How We Got Here.
For the past forty years, we’ve been absorbed in the practice of creating something out of nothing. Making prints from the fragments of our travels and imaginations, fine frames out of unhewn wood & handmade paper from thousands of off-cuts. It has been an all encompassing and poetic process and our latest chapter is the conversion of a neighbourhood bakery into an atelier-gallery: our first every urban location. More about that later…
As stardust children of the sixties, our utopian founding principles have stood the test of time : interdependence, creativity, experimentation and transmission. A creative life well-lived, preferably without the accompaniment of grinding poverty. Neither of us ever wanted a nine-to-five job and freedom seemed like a goal worth working for. Goals are nice, but they don’t mean anything if you don’t show up and start doing it. So straight after graduating we begun teaching, learning and exchanging and we haven’t stopped since: initially art history, then onto printmaking, papermaking, bespoke framing, later on furniture & craft design and recently curating contemporary art exhibitions.
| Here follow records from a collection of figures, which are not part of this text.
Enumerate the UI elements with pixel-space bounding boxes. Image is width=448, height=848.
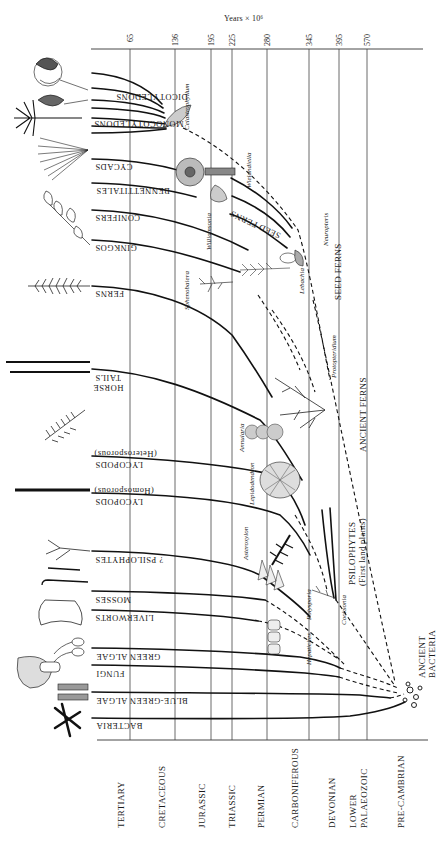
- genus-sphenobaiera: Sphenobaiera: [183, 271, 191, 310]
- label-psilophytes: PSILOPHYTES: [347, 522, 357, 585]
- horsetail-icon: [6, 362, 90, 372]
- label-horse-tails-line2: TAILS: [95, 373, 121, 382]
- label-ginkgos: GINKGOS: [95, 243, 137, 252]
- tick-280: 280: [263, 34, 272, 46]
- genus-asteroxylon: Asteroxylon: [242, 527, 250, 560]
- label-bennettitales: BENNETTITALES: [96, 186, 170, 195]
- genus-annularia: Annularia: [238, 424, 246, 452]
- genus-lepidodendron: Lepidodendron: [248, 462, 256, 505]
- label-horse-tails-line1: HORSE: [93, 383, 123, 392]
- label-lycopods-hetero-note: (Heterosporous): [94, 449, 157, 458]
- tick-395: 395: [335, 34, 344, 46]
- label-liverworts: LIVERWORTS: [95, 613, 154, 622]
- bennettitales-flower-icon: [176, 158, 235, 186]
- dashed-connectors: [183, 128, 404, 698]
- genus-hepaticites: Hepaticites: [305, 633, 313, 665]
- plant-evolution-diagram: Years × 10⁶ 65 136 195 225 280 345 395 5…: [0, 0, 448, 848]
- label-ancient-bacteria-line1: ANCIENT: [417, 636, 427, 678]
- moss-icon: [42, 568, 88, 585]
- bacteria-icon: [55, 704, 80, 736]
- label-ancient-ferns: ANCIENT FERNS: [358, 377, 368, 452]
- period-carboniferous: CARBONIFEROUS: [290, 748, 300, 828]
- period-devonian: DEVONIAN: [327, 777, 337, 828]
- williamsonia-icon: [211, 185, 228, 202]
- label-bacteria: BACTERIA: [96, 721, 143, 730]
- liverwort-icon: [39, 600, 82, 625]
- label-blue-green-algae: BLUE-GREEN ALGAE: [96, 696, 188, 705]
- genus-wielandiella: Wielandiella: [245, 153, 253, 188]
- protopteridium-icon: [275, 378, 325, 428]
- genus-celastrophyllum: Celastrophyllum: [183, 84, 191, 130]
- lepidodendron-icon: [260, 462, 300, 498]
- label-lycopods-homo-note: (Homosporous): [94, 486, 154, 495]
- genus-protopteridium: Protopteridium: [330, 335, 338, 378]
- genus-williamsonia: Williamsonia: [205, 213, 213, 250]
- period-pre-cambrian: PRE-CAMBRIAN: [396, 755, 406, 828]
- fungi-mushroom-icon: [17, 657, 60, 689]
- period-tertiary: TERTIARY: [116, 781, 126, 828]
- period-triassic: TRIASSIC: [227, 785, 237, 828]
- cycad-fan-icon: [38, 138, 88, 180]
- label-cycads: CYCADS: [95, 162, 132, 171]
- fern-frond-icon: [28, 278, 90, 294]
- label-ancient-bacteria-line2: BACTERIA: [427, 630, 437, 678]
- period-permian: PERMIAN: [256, 785, 266, 828]
- annularia-icon: [245, 424, 283, 440]
- label-conifers: CONIFERS: [95, 213, 140, 222]
- label-seed-ferns: SEED FERNS: [333, 243, 343, 300]
- sphenobaiera-icon: [199, 276, 233, 292]
- ginkgo-leaf-icon: [44, 191, 90, 245]
- label-fungi: FUNGI: [96, 669, 124, 678]
- genus-neuropteris: Neuropteris: [322, 213, 330, 246]
- label-psilophytes-questionable: ? PSILOPHYTES: [95, 555, 163, 564]
- label-mosses: MOSSES: [95, 595, 131, 604]
- tick-345: 345: [305, 34, 314, 46]
- dicot-flower-icon: [34, 58, 88, 106]
- tick-136: 136: [171, 34, 180, 46]
- genus-lebachia: Lebachia: [298, 268, 306, 294]
- period-cretaceous: CRETACEOUS: [157, 766, 167, 828]
- psilophyte-icon: [46, 540, 90, 560]
- label-ferns: FERNS: [95, 289, 124, 298]
- axis-title: Years × 10⁶: [224, 14, 263, 23]
- lycopod-hetero-icon: [45, 410, 85, 442]
- period-jurassic: JURASSIC: [197, 783, 207, 828]
- label-lycopods-hetero: LYCOPODS: [95, 460, 143, 469]
- polysporia-icon: [258, 560, 284, 590]
- label-green-algae: GREEN ALGAE: [96, 652, 160, 661]
- tick-195: 195: [207, 34, 216, 46]
- label-dicotyledons: DICOTYLEDONS: [116, 92, 188, 101]
- period-lower-palaeozoic-line2: PALAEOZOIC: [359, 768, 369, 828]
- label-monocotyledons: MONOCOTYLEDONS: [94, 119, 184, 128]
- genus-polysporia: Polysporia: [305, 589, 313, 620]
- green-algae-icon: [54, 638, 84, 662]
- blue-green-algae-icon: [58, 684, 88, 700]
- diagram-lines: [0, 0, 448, 848]
- tick-225: 225: [228, 34, 237, 46]
- label-lycopods-homo: LYCOPODS: [95, 497, 143, 506]
- tick-65: 65: [126, 34, 135, 42]
- label-psilophytes-note: (First land plants): [357, 518, 367, 586]
- period-lower-palaeozoic-line1: LOWER: [348, 794, 358, 828]
- genus-cooksonia: Cooksonia: [340, 595, 348, 625]
- asteroxylon-icon: [270, 535, 293, 565]
- hepaticites-icon: [268, 620, 280, 654]
- ancient-bacteria-icon: [403, 682, 422, 708]
- lebachia-icon: [240, 263, 290, 276]
- neuropteris-icon: [280, 250, 303, 266]
- tick-570: 570: [363, 34, 372, 46]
Our business plan was the ‘use-what-you-have-around’ model and keep on at it until it works (i.e. sells). We had few resources apart from a magnificent but windswept miner’s cottage ‘Mountain Gate’, painstakingly transformed by Pete into a pseudo Greek villa, all rough white walls and sky and a view over the mountains to make your heart literally skip a beat (when the mist occasionally lifted). Plus we had loads of fresh air in the form of wind and most importantly young love and time. Thankfully we both share a creative mindset and the ability to adapt, so we got started self-building a wood & glass studio with room for the obligatory wood burning stove and possibly a bit of kit one day once we had the funds.
A chance meeting with a master papermaker, Maureen Richardson, an expert on all things paper and print-related set us on a new path. We had plenty of paper off-cuts from our framing business to recycle and a constant supply of wind for air drying so we learnt how to make paper. The results were astonishing, and as our handmade papers beautifully complemented our prints it was time to scale up.
Our first major equipment investment was a handmade Bewick & Wilson etching press, crafted by two highly skilled engineers in their garage in the north of England. A monstrously heavy beast, it was delivered to our newly-built, empty studio in a van with strengthened suspension and a pulley system to manoeuvre it. Steadfast under fire, it remained there for ten years until we moved it, with great effort and no pulley, to Southwest France.
Sometimes you just have to jump and so with scant preparation after falling for an idyllic house with a massive fig tree in the front garden in the heart of a ridiculously picturesque village, we moved to France in 2000. The biggest shock was the significant rise in population: from 20 in Brynafan in Wales to a staggering 130 in St Marcel du Périgord.
It took some time to get used to the hurly burly of village life, which we did whilst restoring an old house for a growing family and turning old barns into workshop and gallery spaces: Atelier Ermitage. A precious time indeed with an orientation towards fine woodworking and furniture design for private clients and a superheroine guise as Paperwoman running workshops about paper transformation and metamorphosis at public events.
Time moved on apace, children grew up and the big city called. So eighteen years later we moved up the road to Périgueux and 30,000 potential customers ! In the capital of Dordogne, we fell upon and bought a disused bakery which we transformed into a light-filled atelier-studio, our first urban location. We call it artplus as a way of bringing together the various strands of our working creative lives, but also because it’s an open door to what might follow.
That same press, a constant in our lives, now stands victoriously in our green-walled printmaking studio at artplus. Many hands have used it and we hope many more as we enlarge our programme of workshops and open studio access to share our lifelong passion for creation, experimentation and life itself.